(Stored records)
------------
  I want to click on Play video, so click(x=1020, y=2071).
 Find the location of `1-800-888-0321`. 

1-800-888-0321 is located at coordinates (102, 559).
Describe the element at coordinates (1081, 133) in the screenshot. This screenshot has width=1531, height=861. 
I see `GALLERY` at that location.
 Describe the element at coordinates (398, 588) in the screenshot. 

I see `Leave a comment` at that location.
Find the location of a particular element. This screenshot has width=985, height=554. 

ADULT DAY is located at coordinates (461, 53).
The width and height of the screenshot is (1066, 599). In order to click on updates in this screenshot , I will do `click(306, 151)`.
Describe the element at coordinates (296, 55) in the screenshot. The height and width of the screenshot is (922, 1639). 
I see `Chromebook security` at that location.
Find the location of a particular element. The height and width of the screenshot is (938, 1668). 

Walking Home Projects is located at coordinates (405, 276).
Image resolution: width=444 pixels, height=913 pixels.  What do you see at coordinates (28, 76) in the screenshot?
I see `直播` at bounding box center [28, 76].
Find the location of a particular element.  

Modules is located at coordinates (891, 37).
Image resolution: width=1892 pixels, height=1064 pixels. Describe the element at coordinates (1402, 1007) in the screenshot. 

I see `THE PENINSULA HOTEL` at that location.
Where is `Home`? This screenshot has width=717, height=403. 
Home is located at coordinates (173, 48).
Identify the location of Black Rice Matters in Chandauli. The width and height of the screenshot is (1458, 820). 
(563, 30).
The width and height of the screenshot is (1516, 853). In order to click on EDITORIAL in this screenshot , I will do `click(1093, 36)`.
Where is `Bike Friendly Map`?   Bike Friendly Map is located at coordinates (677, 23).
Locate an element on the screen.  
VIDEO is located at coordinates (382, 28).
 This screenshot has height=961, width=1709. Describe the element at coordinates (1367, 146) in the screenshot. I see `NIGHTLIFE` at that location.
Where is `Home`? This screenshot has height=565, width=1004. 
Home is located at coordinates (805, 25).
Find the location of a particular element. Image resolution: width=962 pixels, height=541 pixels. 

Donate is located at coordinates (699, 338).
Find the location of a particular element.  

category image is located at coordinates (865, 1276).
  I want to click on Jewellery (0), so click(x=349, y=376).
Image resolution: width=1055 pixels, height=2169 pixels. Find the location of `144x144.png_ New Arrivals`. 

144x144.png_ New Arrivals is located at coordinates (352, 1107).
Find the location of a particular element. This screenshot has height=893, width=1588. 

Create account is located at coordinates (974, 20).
------------
» EXERCISE PROMPT
Please show all lines from the entries that contain the word "will".

» EXERCISE ANSWER
The width and height of the screenshot is (1066, 599). In order to click on updates in this screenshot , I will do `click(306, 151)`.
The width and height of the screenshot is (1516, 853). In order to click on EDITORIAL in this screenshot , I will do `click(1093, 36)`.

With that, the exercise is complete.